No, it hadn’t been spontaneous. He’d taken a candle in there with him, dropped it when Needy hit him with that bit of two by four. Old, dry timber. A factory that hadn’t
been used in years, methane gas seeping up from ancient coal mines. No wonder it had gone up like a bonfire on Guy Fawkes night.

But there had been a book, hadn’t there? Needy wouldn’t give it up even when the flames took him, caught that ridiculous cloak he’d been wearing, went through his hair like a knacker-man singeing a pig. McLean put down his tea, scrunched his hands into his eyes as hard as he could stand in an attempt to erase that image. A man on fire, screaming as much in frustration and rage as in pain. Or was that his imagination, his brain filling in the gaps where memory had been erased by the heat, the smoke, not enough oxygen?

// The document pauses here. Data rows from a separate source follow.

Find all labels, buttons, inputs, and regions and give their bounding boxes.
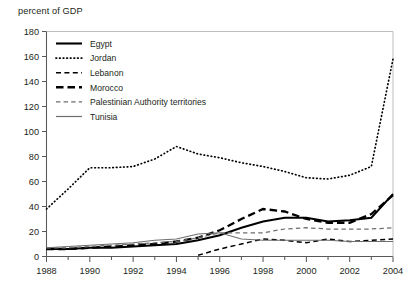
legend-label-tunisia: Tunisia <box>90 112 118 122</box>
x-tick-label: 1988 <box>36 266 56 276</box>
y-tick-label: 40 <box>29 202 39 212</box>
y-tick-label: 120 <box>24 102 39 112</box>
y-tick-label: 140 <box>24 77 39 87</box>
series-line-jordan <box>47 59 394 209</box>
y-tick-label: 60 <box>29 177 39 187</box>
x-tick-label: 2002 <box>339 266 359 276</box>
chart-axes <box>42 32 393 263</box>
legend-label-egypt: Egypt <box>90 39 113 49</box>
x-axis-tick-labels: 198819901992199419961998200020022004 <box>36 266 403 276</box>
legend-label-lebanon: Lebanon <box>90 68 124 78</box>
x-tick-label: 1996 <box>210 266 230 276</box>
y-tick-label: 160 <box>24 52 39 62</box>
legend-label-morocco: Morocco <box>90 83 123 93</box>
legend-label-pat: Palestinian Authority territories <box>90 97 206 107</box>
y-tick-label: 100 <box>24 127 39 137</box>
line-chart-svg: 020406080100120140160180 198819901992199… <box>0 0 413 286</box>
x-tick-label: 1998 <box>253 266 273 276</box>
y-tick-label: 0 <box>34 252 39 262</box>
x-tick-label: 1994 <box>166 266 186 276</box>
x-tick-label: 2000 <box>296 266 316 276</box>
x-tick-label: 1992 <box>123 266 143 276</box>
y-tick-label: 20 <box>29 227 39 237</box>
legend-label-jordan: Jordan <box>90 53 116 63</box>
y-tick-label: 80 <box>29 152 39 162</box>
x-tick-label: 1990 <box>80 266 100 276</box>
x-tick-label: 2004 <box>383 266 403 276</box>
y-tick-label: 180 <box>24 27 39 37</box>
y-axis-tick-labels: 020406080100120140160180 <box>24 27 39 262</box>
chart-legend: EgyptJordanLebanonMoroccoPalestinian Aut… <box>56 39 206 122</box>
chart-container: percent of GDP 020406080100120140160180 … <box>0 0 413 286</box>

Pulling his hands away from his eyes left ghost images dancing in the dim kitchen light in front of him. Spirits rising up from the ashes of a book, burned by a mystical flame. The souls of countless victims, trapped down the years. Victims and murderers both; the innocent and those who had sought to test themselves against evil and found themselves wanting. Needy had been there, a man broken by the weight of expectations laid upon him. Anderson too, small and frightened, a little boy abandoned by his parents and never understanding why. And then the women they had abducted, tortured, raped, killed. All because a book told them to? Well, was that so hard to believe, after all that had been done in the name of the Bible, the Koran?

They were naked. Does he remember that? Or is it the memory of the post-mortem slab, the endless photographs of dead bodies he has seen. No, they were there. Surrounding him, keeping the flames away until rescue came. Kirsty.

A noise and flurry of movement. At the same moment he registered that he’d heard the cat flap clatter in the back door, Mrs McCutcheon’s cat was on the table in front of him. The normally unflappable beast looked wild, its fur straggled and unkempt, mud spatters all along one side.

‘Jesus, you gave me a shock.’ McLean rocked back in his chair, feeling his heart bashing away in his chest like a cheap horror movie. The cat just looked at him, sat down and started to clean itself.